Will Their Marriage Survive This Loss?

#38:  PARAISO (2013)/Spanish with English subtitltes
Director:  Mariana Chenillo
Street Date:  November 8, 2016/KINO LORBER

paraiso-posterThere’s a lot to talk about in writer/director Mariana Chenillo’s Paraiso (Paradise).  Marketing suggests a light comedy about an overweight couple’s struggle to lose weight and stay together, and I guess that’s close to accurate, in the most reductionist terms.  But Paraiso is looking  more deeply at body image and the way that it disproportionately affects women; at the cost to a relationship of silence and shame; and especially at the challenge of preserving that relationship as one or both parties change.  We make marriage vows at a fixed moment in time, but they are made as people who will change as the years go by.  How do we understand those vows when the person to  whom we’ve made them has become someone else?

Carmen (Daniela Rincon) and Alfredo (Andres Almeida) have been together since high school.  We first meet them in the film’s opening shot, a soft focus love scene, establishing their romantic relationship.  But we soon find out that they are not simply lovers; they share the easy humor and comfortableness of couples who seem born to be together.  Carmen and Alfredo leave behind family, home, and their dog to move to Mexico City for Alfredo’s new job.  It’s an intimidating change, particularly for Carmen who has been warned more than once about crime and super sized rats.  What she finds in Mexico City is a different kind of pest:  body shamers.  Carmen and Alfredo are both significantly overweight, but they are happy with each other and with themselves.  They even share a pet name:  “Gordo”, which the subtitles translate as “pumpkin”, but which is also the Spanish word for “fat”.  At the first company party after their move, Carmen overhears two of Alfredo’s female coworkers mocking “the fat couple”, comparing Carmen to a Bottero painting and wondering how she and Alfredo can have sex.

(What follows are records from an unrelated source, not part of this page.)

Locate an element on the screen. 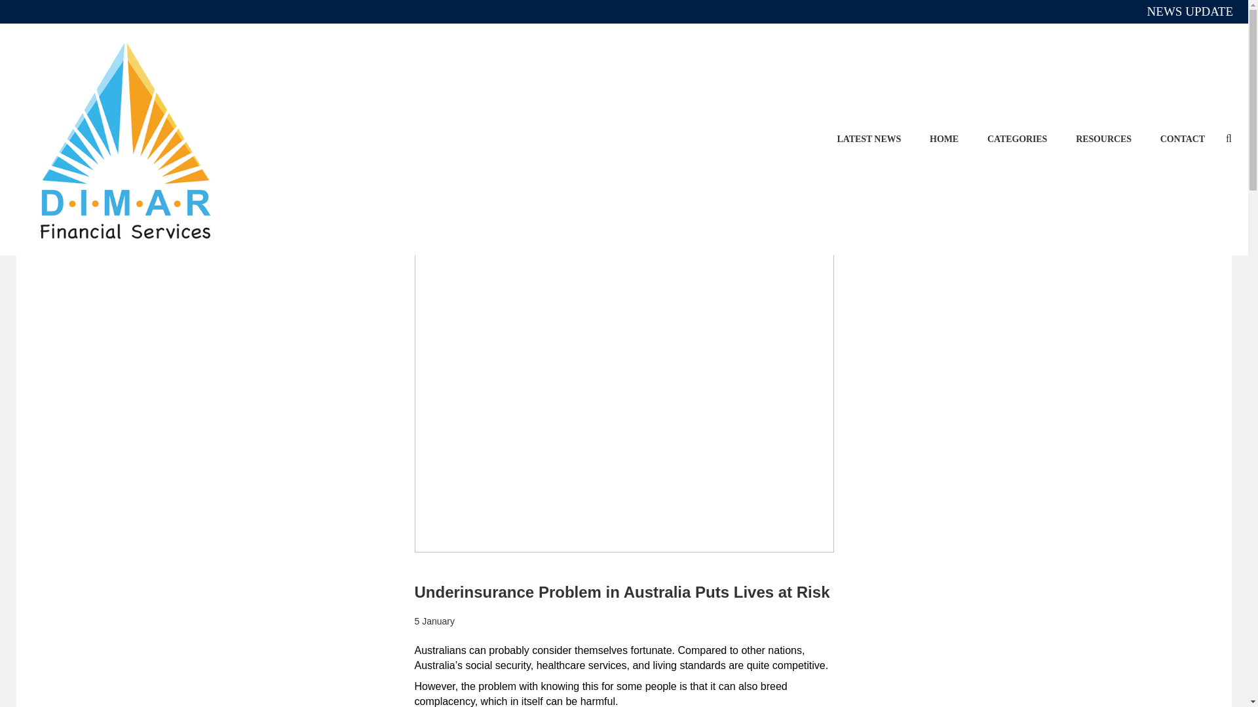 This screenshot has width=1258, height=707. RESOURCES is located at coordinates (1103, 139).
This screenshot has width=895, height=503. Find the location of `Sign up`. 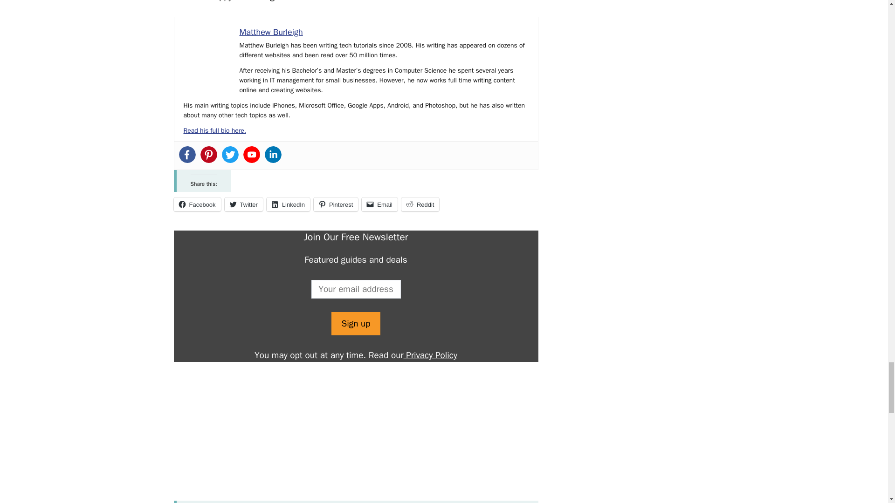

Sign up is located at coordinates (355, 324).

paraiso-2Carmen is suddenly ashamed of her body and determined to lose weight.  An honest conversation with Alfredo about what happened at the party would have been useful at this point, and it’s perhaps a movie contrivance that the openness the couple seemed to share is undone so quickly.  Carmen joins a weight loss group and persuades a reluctant Alfredo to join her.  Despite trying to follow the dietary rules, Carmen sheds weight very slowly while the pounds drop off of Alfredo (and this, as many couples can attest, is a very common experience in weight loss).  Soon Carmen is both discouraged and tired of the diet while Alfredo is flourishing in his “new” body.  Weight loss may have been Carmen’s idea, but she now resents Alfredo’s focus on it, and is more and more often lying about her own diet and where she’s spending her time (hint:  she’s not spending all those afternoons at yoga class).

 Alfredo doesn’t understand what’s happening; in part because Carmen isn’t sharing her shame and frustration.  All Alfredo knows is that his wife is losing interest in sex and in spending time with him, while an attractive coworker is increasingly attentive.

Paraiso is much more melancholy than I expected.  Carmen and Alfredo are such a likable, believable couple early in the movie that it hurts to watch their relationship fall apart.  Alfredo doesn’t understand what’s happening; in part because Carmen isn’t sharing her shame and frustration.  All Alfredo knows is that his wife is losing interest in sex and in spending time with him, while an attractive coworker is increasingly attentive.

paraiso-3Chenillo has done something interesting and unexpected in making Carmen the less sympathetic figure in Paraiso.  She is the one who effectively shuts Alfredo out of her pain, leaving him unable to help her.  She is the one who first brings deception into their marriage, and who reacts to his weight loss with resentment rather than celebrating with him. “I want my old Alfredo back,” she says at one point.  But that desire, to prevent Alfredo from growing and changing, is a selfish one.  If their marriage is going to survive they will each need the space to find unique paths to fulfillment.  Being “Gordos” together may have been safe and comfortable, but it’s become a box that Carmen and Alfredo can no longer share.

Paraiso is a tender little movie about ordinary people, and while the subject of weight may not be the same in every marriage, the need to navigate new territory together certainly is.  Almeida’s Alfredo is a decent, conscientious man whose only real failing is that he is slow to pick up on his wife’s growing unhappiness.  Carmen is more complicated, and Rincon, a newcomer to film, is superb in the role.  When Carmen is happy, Rincon is a warm, radiant presence on screen.  However, she is also entirely convincing as woman who is letting her own disappointment turn her against the one who loves her most.